The former leader of the US federal vaccine agency, Dr. Rick Bright, is planning to file a whistleblower complaint with the US Department of Health and Human Services (HHS) attorney general and the Office of Special Counsel over “retaliatory treatment” he suffered following his criticism of US President Donald Trump’s promotion of hydroxychloroquine as a cure for the COVID-19 disease, attorneys said in statement.
“We will soon be filing a whistleblower complaint with both the Office of Special Counsel and the HHS Inspector General on behalf of Dr. Rick Bright detailing the retaliatory treatment to which he was subjected by HHS political leadership after raising science-based concerns about White House pressure on treatment and vaccines related to the COVID-19 pandemic,” the statement read.
JUST IN: Attorneys for Rick BRIGHT who claims he was removed from his post for pushing back against Trump's promotion of hydroxychloroquine, say he'll be filing a whistleblower complaint with the HHS inspector general. pic.twitter.com/aBob3m5vRK
— Kyle Cheney (@kyledcheney) April 23, 2020
Bright’s lawyers, Debra S. Katz and Lisa J. Banks, said that the HHS is currently making “demonstrably false statements” about the health expert in a bid to “deflect attention from its retaliatory removal of him” from office.
“Dr. Bright was sidelined for one reason only -- because he resisted efforts to provide unfettered access to potentially dangerous drugs, including chloroquine, a drug promoted by the Administration as a panacea, but which is untested and possibly deadly when used improperly,” the attorneys stated.
Katz and Banks said that documents supporting Bright’s concerns about the untested drug will soon be released to the public.
The attorneys noted that Bright desires to return to his position at BARDA to concentrate on the fight against the ongoing coronavirus pandemic ravaging the country.
Trump had previously repeatedly suggested that taking hydroxychloroquine and azithromycin together was an effective treatment to cure COVID-19, claiming that his suggestion could “have a real chance to be one of the biggest game changers in the history of medicine”.
On Wednesday, Bright stated in a press release that he was removed from office over his call to resist the adoption of untested drug treatments promoted by the US president and his advisers.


● Task prompt: Find out how many lines of the listing below include "component" and report only that number.

● Records provided:
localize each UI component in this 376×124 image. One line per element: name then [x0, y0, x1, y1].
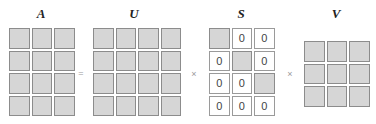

* * *

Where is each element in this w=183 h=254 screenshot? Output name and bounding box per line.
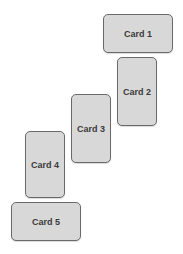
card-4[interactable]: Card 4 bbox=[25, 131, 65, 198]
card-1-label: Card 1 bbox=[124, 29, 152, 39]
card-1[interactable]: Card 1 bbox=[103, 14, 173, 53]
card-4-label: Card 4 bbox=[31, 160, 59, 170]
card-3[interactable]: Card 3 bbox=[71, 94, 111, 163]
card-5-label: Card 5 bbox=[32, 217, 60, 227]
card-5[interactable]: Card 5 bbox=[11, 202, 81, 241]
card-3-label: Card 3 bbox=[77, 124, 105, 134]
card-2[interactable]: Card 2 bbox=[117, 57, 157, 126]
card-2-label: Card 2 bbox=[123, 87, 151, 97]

---

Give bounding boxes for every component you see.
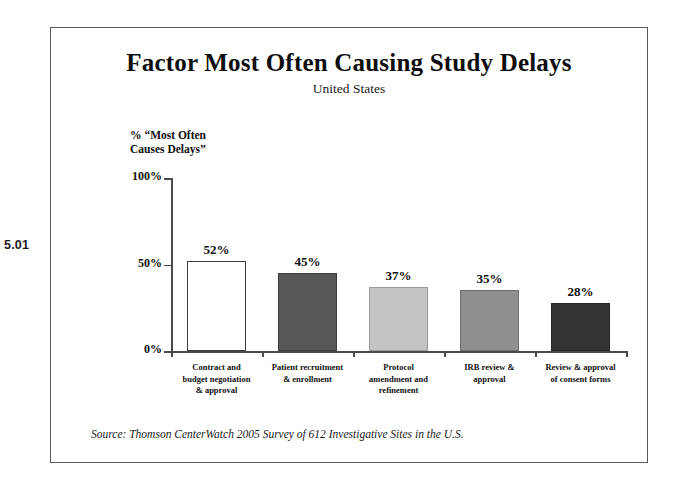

● Expected answer: 2